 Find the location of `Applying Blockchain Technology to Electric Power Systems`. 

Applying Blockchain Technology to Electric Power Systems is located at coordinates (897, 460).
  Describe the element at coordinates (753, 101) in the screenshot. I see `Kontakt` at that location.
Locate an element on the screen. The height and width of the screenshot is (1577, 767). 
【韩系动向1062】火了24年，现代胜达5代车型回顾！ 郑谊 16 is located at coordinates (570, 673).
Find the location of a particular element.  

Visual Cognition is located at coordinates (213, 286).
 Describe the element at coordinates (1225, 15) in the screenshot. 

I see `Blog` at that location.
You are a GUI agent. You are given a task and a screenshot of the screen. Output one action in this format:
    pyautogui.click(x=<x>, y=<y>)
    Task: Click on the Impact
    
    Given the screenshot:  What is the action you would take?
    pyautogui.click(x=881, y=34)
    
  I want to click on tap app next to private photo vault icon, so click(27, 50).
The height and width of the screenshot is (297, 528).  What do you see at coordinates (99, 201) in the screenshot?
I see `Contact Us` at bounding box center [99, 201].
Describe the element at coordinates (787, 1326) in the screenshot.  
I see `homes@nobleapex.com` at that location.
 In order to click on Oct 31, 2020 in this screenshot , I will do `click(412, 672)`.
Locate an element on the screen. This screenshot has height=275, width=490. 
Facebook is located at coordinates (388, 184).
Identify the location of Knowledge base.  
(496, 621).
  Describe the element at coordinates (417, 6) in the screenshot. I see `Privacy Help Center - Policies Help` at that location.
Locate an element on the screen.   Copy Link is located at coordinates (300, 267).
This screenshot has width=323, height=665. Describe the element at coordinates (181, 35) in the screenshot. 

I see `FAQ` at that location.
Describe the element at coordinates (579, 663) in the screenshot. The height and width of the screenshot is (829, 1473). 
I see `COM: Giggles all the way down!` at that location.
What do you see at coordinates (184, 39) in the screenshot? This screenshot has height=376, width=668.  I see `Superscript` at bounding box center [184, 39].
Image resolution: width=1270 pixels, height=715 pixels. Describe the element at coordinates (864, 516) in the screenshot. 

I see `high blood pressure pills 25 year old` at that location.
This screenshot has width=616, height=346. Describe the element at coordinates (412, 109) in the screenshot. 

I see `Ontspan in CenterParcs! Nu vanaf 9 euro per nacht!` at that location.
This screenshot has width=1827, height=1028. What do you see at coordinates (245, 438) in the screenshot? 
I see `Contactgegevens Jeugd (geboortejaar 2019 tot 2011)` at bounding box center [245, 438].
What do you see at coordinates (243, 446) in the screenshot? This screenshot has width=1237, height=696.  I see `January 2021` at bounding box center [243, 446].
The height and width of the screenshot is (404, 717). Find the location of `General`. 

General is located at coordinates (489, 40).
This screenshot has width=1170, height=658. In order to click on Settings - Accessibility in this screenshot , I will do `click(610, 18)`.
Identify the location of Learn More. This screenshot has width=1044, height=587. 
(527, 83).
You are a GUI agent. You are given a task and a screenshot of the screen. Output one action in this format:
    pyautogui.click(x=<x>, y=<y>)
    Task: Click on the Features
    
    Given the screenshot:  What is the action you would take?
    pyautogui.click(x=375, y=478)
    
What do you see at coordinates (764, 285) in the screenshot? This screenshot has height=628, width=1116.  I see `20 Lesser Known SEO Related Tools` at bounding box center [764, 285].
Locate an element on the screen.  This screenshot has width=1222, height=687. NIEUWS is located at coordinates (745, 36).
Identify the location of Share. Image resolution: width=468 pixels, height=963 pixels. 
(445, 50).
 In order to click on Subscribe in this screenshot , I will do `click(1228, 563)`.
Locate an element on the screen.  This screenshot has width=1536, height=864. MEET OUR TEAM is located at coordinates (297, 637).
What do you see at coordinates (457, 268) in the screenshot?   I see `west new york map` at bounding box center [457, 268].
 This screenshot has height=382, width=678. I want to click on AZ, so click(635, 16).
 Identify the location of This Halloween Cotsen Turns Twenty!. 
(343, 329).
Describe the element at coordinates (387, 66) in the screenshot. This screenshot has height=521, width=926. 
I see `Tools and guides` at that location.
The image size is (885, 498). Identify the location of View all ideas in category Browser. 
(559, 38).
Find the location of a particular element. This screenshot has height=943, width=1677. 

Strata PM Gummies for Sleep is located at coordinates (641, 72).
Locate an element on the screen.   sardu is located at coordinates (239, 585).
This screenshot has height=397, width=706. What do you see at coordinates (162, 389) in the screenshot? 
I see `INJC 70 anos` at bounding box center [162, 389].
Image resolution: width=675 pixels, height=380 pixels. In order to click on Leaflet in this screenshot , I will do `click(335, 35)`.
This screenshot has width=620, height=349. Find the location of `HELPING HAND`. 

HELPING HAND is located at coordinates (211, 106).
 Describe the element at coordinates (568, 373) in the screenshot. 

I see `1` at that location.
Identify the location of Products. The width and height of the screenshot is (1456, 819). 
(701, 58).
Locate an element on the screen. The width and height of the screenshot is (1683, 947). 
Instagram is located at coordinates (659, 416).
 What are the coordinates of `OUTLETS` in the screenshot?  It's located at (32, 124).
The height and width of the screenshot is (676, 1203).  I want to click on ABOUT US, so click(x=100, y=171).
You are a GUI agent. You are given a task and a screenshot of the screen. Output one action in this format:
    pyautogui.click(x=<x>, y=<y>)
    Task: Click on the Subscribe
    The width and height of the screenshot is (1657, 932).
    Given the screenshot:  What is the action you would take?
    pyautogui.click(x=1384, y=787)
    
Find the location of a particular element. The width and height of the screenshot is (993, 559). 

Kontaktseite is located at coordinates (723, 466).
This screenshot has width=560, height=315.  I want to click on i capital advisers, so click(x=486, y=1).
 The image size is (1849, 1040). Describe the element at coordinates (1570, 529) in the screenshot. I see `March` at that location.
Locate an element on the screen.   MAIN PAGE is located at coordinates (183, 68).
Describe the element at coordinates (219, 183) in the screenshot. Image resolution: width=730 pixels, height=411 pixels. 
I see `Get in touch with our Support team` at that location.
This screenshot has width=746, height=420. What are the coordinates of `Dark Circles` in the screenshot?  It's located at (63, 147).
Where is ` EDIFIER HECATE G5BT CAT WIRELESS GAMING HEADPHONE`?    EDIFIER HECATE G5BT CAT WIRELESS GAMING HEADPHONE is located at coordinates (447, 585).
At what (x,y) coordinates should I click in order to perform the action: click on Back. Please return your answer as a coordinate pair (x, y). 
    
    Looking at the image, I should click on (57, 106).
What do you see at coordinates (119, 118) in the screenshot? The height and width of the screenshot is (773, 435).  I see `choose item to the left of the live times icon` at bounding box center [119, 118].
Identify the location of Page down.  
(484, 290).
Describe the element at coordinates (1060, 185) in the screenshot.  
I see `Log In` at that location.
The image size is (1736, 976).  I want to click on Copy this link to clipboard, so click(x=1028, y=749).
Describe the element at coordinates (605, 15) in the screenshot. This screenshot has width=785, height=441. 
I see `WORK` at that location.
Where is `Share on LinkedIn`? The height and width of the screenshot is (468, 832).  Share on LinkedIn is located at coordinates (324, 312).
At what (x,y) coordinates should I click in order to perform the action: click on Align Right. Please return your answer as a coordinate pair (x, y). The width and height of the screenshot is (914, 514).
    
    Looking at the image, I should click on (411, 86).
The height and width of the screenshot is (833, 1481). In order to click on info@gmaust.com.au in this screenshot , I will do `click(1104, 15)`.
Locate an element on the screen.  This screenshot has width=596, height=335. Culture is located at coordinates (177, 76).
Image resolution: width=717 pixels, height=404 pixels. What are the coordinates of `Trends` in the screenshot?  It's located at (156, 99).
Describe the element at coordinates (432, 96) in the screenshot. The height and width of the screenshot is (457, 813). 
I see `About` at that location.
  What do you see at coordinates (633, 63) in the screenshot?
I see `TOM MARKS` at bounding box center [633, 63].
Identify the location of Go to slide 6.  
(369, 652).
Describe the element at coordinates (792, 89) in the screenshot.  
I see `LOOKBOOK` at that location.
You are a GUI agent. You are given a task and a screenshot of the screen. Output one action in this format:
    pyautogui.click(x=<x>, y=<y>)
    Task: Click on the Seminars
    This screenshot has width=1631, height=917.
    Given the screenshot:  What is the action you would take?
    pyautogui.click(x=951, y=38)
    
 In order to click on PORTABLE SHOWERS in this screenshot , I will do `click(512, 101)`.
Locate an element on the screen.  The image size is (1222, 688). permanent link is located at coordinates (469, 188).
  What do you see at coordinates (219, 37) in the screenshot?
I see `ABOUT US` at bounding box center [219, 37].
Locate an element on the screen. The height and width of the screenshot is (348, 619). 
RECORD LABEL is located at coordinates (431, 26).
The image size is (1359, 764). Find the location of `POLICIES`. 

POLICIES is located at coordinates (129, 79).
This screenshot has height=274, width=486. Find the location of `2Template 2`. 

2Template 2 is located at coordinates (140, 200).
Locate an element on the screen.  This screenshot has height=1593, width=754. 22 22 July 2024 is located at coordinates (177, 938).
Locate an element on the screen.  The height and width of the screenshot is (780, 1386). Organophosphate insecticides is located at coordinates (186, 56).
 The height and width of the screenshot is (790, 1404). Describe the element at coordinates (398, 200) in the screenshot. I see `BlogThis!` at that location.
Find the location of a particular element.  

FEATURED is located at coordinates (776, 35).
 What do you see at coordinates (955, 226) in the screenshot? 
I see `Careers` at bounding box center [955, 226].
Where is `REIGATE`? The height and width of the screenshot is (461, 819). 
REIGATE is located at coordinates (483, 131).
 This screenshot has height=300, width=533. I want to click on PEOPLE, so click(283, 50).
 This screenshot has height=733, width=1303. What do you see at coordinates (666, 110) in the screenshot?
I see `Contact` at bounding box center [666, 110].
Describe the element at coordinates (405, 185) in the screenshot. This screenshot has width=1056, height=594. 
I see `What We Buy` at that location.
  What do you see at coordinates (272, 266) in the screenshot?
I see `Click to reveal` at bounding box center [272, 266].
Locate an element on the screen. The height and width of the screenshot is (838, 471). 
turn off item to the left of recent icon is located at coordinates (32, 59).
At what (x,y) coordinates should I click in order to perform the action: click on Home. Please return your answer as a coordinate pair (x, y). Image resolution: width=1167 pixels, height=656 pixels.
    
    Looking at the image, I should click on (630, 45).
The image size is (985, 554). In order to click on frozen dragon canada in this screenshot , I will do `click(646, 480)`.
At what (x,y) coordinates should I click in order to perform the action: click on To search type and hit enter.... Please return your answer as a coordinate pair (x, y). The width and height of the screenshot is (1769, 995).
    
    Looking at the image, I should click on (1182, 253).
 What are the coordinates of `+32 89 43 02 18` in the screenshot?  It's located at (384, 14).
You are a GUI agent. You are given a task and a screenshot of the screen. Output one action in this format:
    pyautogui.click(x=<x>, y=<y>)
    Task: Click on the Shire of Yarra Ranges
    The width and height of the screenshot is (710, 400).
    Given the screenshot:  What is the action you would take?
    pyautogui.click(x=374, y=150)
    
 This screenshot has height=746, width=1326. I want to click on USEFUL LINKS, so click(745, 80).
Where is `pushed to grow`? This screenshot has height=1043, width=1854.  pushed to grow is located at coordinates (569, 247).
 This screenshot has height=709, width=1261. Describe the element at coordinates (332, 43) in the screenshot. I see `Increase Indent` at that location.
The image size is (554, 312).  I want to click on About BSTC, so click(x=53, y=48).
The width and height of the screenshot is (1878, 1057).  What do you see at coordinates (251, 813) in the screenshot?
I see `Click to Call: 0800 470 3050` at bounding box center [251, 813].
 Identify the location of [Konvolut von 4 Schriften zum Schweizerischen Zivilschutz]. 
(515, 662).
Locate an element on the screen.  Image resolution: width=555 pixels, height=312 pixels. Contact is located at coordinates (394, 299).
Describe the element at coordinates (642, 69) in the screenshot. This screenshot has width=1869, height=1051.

○ ○ ○ ○

What you should do:
The lines to show are those in the data above that include "Subscribe".

Solution for this task:
 In order to click on Subscribe in this screenshot , I will do `click(1228, 563)`.
    Task: Click on the Subscribe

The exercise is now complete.